Why then have presidents increasingly claimed they have a right and a duty to refuse to enforce certain laws? Most fundamentally, recent presidents (e.g., Reagan, Bush, and Clinton), have argued that it is their constitutional duty to refuse to enforce laws that they believe to be unconstitutional. The other, more often-cited argument advanced to support this practice would seem to belie presidents’ real motives for their claim to this power. Presidents have taken to registering their constitutional objections to omnibus bills when signing such legislation as a way of indicating their displeasure with particular provisions of bills. As we know, Congress passes many pieces of omnibus legislation that lump together a multitude of disparate issues and provisions, and often at the very end of legislative sessions when there is no time to redraft a bill more streamlined and acceptable to the president. Presidents have argued that because of such practices and their lack of a line-item veto, it has become necessary to register their objections to supposedly unconstitutional provisions in such bills. Some have even claimed they would not enforce disputed provisions. May demonstrates that not only is this a specious claim, since presidents always have their normal veto power, but that presidents’ claims that omnibus legislation is a recent development unforeseen by the framers is inaccurate as well. Such bills have routinely been passed by Congress and signed into law since 1789, and never was any thought given to providing presidents with added veto powers to counteract such practices.

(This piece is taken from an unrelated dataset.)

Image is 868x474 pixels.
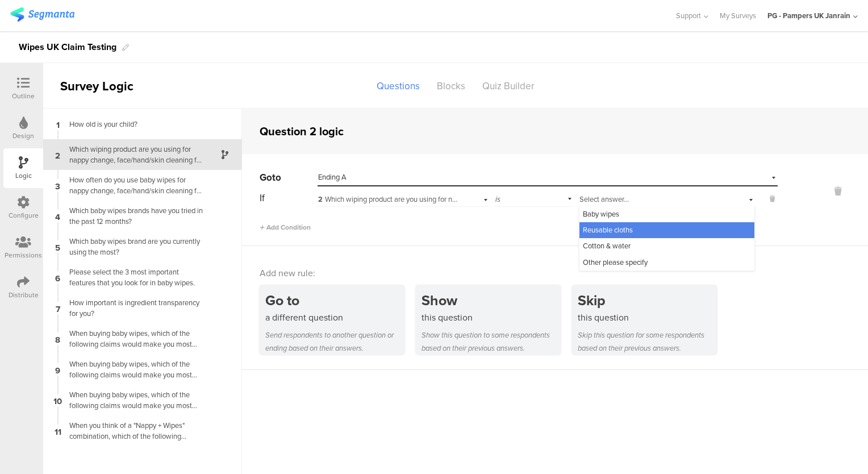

Despite the lack of any constitutional or precedential basis for this unqualified veto power, since the late 1970s presidents have repeatedly registered their objections to disagreeable laws in their signing statements. These statements are typically issued when presidents apply their signature to a bill, but note presidents’ objections to certain provisions of such laws. May finds that while there were only a handful of such statements outlining constitutional objections in the years before World War II, in recent years some presidents have issued such statements 20% of the time a bill comes to their desk. May also finds that such statements increase dramatically during election years.

Is executive non-compliance with duly passed laws ever permissible? May argues that under very narrow circumstances, a refusal to enforce, or a decision to defy a law is legitimate. Such actions are permissible 1) if defiance is the only way to bring the issue to the judiciary’s attention for proper resolution, 2) if the unconstitutionality of the law must be clearly supported by the text of the Constitution itself, the intent of the founders, or prior Supreme Court rulings, 3) if the White House has exhausted all other possible remedies, and 4) if, when the executive chooses to defy the law, it takes all possible steps to ensure that judicial review does occur. Such conditions have never been met in practice.

May does an admirable job of discussing this increasingly important practice and its lack of support in the Constitution and precedent. His review of the various cases where previous presidents had the opportunity to defy laws, but chose not to illustrates well their scrupulous adherence to the law. And certainly his data regarding the recent usage of signing statements demonstrates how modern presidents have broken away from such a faithful reading of the Constitution. The only major failing of the book is that it does not analyze what presidents since Jimmy Carter have done when they indicate they find unconstitutional provisions in the law. Since we know, thanks to the author, that presidents have increasingly indicated their unwillingness to enforce such laws, we must wonder if their words were followed by action, or were just bluster. If, in fact, the assertion of an unqualified veto represents a major break with history and the Constitution, the reader might legitimately wonder if these assertions indicate a willingness to act. Since the data on constitutional objections to laws passed over the president’s veto extend only to 1981, we cannot know. It would seem the most crucial evidence has been left out. Still, this book is a valuable contribution to our growing understanding of the balance of power among the three branches of government and can be recommended to scholars of any of the three branches of government.